Florida Politics

Florida Senate approves making the Constitution harder than ever to change

Florida Governor Ron DeSantis, right, addresses a joint session of the Florida Legislature, Tuesday, January 14, 2020.
Florida Governor Ron DeSantis, right, addresses a joint session of the Florida Legislature, Tuesday, January 14, 2020. Tampa Bay Times

The Florida Senate on Monday passed a sweeping bill making it even harder for grass-roots organizations to change the state Constitution, an effort to stop future petition efforts opposed by major Republican donors.

On a 23-17 party-line vote, senators approved the bill and sent it to the House, where it is expected to pass. Both chambers would have to pass the bill to make it to Gov. Ron DeSantis’ desk.

Under the bill, petition organizers would have to gather far more signatures to trigger a required review of the ballot measure by the Florida Supreme Court, while raising what they pay for each signature to be reviewed.

House Bill 7037 and Senate Bill 1794 would require organizers jump through several more hoops and spend a lot more money to see their proposed amendments become reality.

Currently, organizers have to gather signatures from 10 percent of the number of votes cast in the most recent election in at least a fourth of the state’s 27 congressional districts. That’s just to trigger a review by the Florida Supreme Court, which determines whether the amendment is legal.

What Republicans want to do is require organizers to gather 50 percent of signatures in at least half the congressional districts. That would force groups to spend more money on a measure before knowing whether it will pass the Supreme Court’s review.

Gathering signatures would also get much more expensive. Signatures have to be verified by the local supervisor of elections. Currently, supervisors can charge no more than $0.10 to review each signature.

The bill would allow elections supervisors to charge the “actual cost” to review each signature. Bill sponsor Sen. Travis Hutson, R-Elkton, said supervisors told him the cost ranges from $0.42 to $1.02.

On top of those changes, the bills would allow any citizen file a court petition to challenge whether the person gathering petitions is registered with the state.

The bills would also require the Florida Supreme Court, when reviewing a ballot proposal, to consider whether it violates the U.S. Constitution. That provision is apparently meant to target future gun control measures, including a proposal to ban assault weapons that organizers are now trying to get on the 2022 ballot.

The provisions would take place immediately and would apply to the general election this fall.

Democrats said the measures would keep petitions out of reach for most grass-roots organizations, with only petitions backed by millionaires or corporate interests able to afford it. Florida’s electric utilities, for example, spent $22 million on a failed amendment in 2016 that would have solidified their hold on solar power. An initiative to raise the minimum wage, set for this fall’s ballot, is backed by Orlando mega-lawyer John Morgan.

Sen. José Javier Rodríguez, D-Miami, said the bill should be renamed “the ballot for billionaires.”

“What are we accomplishing here?” Rodríguez said. “We’re just making the citizens initiative process more complicated and expensive.”

Hutson said the effort had two purposes: to eliminate “fraud” in the petition-gathering process and to alleviate the workload on the Supreme Court. He identified two recent cases where petition groups gained enough signatures to merit the court’s review, but did not gather the full 766,200 signatures to make it on the ballot.

“The Supreme Court wasted their time,” Hutson said on Friday. “Their time is valuable.”

He did not produce examples of fraud in the process, however, and said he had not contacted the Supreme Court about their workload.

It’s the second year in a row that lawmakers have made it harder to change the Constitution. DeSantis has been the driving force each time.

After the recent success of groups that have amended the Constitution to allow for medical marijuana, expand voting rights to felons and preserve environmental land, DeSantis, Republican lawmakers and their large corporate donors have tried to crack down on the process. Morgan’s amendment to raise the minimum wage is adamantly opposed by corporations.

“We have far too much budget and policy in the Constitution,” Sen. Dennis Baxley, R-Ocala, said Monday.

Some of that “budget” in the Constitution comes from lawmakers themselves. In 2018, they proposed their own amendment requiring a two-thirds vote of the Legislature to raise taxes, which voters approved.

The House on Friday also advanced another constitutional amendment, HJR 7093, which would require petition organizers to gather signatures from all 27 congressional districts to trigger a review by the Supreme Court.

It follows up a bill revived and passed last year in the final hours of the legislative session at DeSantis’ urging. The bill targeted the people who are typically paid to gather signatures, requiring that those people be Florida residents and requiring they be paid by the hour, rather than by the signature.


▶ _What to produce_
Search the lines of the records for the word "with", and copy every line that has it.

+++

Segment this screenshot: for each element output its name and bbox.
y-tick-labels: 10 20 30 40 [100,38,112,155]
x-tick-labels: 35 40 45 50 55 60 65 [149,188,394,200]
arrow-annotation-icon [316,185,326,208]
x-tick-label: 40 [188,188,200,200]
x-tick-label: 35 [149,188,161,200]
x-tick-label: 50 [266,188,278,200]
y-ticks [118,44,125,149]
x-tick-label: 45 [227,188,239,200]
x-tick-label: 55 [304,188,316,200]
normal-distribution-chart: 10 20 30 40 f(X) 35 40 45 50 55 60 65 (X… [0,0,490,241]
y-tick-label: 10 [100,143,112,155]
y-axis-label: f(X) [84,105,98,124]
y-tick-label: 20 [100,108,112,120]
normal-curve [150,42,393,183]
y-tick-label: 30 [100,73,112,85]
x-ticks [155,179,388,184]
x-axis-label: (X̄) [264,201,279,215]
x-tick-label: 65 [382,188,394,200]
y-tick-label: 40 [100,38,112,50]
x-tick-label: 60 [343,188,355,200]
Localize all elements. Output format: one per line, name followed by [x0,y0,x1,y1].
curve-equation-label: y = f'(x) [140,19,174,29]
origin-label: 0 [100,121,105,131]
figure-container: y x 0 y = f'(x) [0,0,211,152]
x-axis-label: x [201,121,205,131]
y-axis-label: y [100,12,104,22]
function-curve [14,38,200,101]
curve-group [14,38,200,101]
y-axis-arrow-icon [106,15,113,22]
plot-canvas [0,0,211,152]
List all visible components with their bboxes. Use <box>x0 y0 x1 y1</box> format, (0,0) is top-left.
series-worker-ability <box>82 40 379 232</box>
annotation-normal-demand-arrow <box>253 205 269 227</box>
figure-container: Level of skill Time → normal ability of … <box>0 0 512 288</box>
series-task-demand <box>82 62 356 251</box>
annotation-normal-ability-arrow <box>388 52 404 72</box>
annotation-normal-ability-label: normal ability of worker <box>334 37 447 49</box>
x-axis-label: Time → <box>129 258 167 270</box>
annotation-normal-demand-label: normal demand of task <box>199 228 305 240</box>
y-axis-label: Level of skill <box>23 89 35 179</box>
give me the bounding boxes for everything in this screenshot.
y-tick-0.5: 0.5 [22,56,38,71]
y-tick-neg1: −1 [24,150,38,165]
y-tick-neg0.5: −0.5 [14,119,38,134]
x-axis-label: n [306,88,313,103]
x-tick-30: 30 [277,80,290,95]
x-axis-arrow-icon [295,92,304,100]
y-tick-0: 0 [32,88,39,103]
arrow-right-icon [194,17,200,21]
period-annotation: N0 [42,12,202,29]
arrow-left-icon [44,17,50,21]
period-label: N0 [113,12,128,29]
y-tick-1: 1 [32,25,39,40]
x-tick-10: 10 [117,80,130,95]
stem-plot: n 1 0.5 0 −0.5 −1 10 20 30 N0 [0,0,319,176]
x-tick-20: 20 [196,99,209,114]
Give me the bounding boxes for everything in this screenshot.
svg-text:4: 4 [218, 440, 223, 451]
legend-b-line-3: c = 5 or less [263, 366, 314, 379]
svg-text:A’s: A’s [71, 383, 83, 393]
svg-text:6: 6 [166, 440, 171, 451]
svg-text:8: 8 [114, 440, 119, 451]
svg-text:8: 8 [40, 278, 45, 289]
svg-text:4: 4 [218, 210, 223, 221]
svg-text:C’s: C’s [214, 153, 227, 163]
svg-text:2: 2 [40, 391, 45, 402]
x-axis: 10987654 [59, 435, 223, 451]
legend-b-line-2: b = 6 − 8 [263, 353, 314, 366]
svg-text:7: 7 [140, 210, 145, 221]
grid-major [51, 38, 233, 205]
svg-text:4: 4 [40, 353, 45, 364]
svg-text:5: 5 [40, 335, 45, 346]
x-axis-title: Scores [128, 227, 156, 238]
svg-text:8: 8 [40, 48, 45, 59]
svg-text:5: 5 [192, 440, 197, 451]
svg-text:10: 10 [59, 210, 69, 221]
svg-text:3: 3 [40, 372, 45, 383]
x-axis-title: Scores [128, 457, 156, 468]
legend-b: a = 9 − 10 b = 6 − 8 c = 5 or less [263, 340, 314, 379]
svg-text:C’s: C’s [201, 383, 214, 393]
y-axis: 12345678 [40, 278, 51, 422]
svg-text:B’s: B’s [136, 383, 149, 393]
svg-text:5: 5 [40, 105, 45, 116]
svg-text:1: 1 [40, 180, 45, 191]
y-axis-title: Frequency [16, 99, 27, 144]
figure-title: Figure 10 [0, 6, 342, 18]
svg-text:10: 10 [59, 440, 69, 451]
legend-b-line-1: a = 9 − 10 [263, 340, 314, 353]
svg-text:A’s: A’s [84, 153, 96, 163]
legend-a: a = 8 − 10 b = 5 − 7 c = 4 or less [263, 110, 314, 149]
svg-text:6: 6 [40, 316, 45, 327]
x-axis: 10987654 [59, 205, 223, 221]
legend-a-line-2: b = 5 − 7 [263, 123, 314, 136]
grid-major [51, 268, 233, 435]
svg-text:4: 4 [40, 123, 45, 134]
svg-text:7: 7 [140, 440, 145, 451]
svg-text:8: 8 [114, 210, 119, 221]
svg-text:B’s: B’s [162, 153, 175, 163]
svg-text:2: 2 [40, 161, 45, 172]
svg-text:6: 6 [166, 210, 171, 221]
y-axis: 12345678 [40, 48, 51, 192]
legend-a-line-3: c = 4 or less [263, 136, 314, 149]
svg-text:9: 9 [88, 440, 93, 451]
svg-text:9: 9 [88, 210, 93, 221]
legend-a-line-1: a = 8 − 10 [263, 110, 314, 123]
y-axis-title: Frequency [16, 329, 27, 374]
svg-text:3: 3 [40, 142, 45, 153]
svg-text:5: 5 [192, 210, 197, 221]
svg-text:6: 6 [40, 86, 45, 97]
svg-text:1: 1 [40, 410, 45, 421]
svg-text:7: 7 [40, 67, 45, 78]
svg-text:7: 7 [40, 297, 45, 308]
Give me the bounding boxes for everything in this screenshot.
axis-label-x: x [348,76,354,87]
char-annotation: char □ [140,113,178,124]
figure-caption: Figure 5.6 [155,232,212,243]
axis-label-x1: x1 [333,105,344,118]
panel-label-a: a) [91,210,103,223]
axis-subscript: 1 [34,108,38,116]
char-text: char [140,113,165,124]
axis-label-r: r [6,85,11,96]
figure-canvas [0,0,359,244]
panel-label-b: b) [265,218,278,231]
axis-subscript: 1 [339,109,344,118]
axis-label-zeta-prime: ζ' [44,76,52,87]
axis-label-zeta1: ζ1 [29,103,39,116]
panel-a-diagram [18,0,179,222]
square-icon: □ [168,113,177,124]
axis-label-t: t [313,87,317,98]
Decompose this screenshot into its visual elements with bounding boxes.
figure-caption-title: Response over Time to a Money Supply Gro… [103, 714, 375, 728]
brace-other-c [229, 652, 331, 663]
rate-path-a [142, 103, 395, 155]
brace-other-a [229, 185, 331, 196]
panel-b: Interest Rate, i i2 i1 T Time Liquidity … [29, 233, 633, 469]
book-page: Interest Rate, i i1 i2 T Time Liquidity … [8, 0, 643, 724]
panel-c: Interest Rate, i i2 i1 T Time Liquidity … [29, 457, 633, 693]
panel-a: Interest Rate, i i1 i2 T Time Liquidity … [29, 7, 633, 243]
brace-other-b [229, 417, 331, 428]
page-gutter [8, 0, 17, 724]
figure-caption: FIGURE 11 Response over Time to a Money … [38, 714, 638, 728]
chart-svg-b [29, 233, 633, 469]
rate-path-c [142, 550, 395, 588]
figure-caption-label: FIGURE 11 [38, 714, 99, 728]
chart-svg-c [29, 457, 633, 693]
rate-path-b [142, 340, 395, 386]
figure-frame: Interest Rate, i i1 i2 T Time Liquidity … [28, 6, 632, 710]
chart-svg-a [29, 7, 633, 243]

+++

▶ _Answer to the exercise_
List all visible components with their bboxes. Use <box>x0 y0 x1 y1</box> format, (0,0) is top-left.
Decompose this screenshot into its visual elements with bounding boxes.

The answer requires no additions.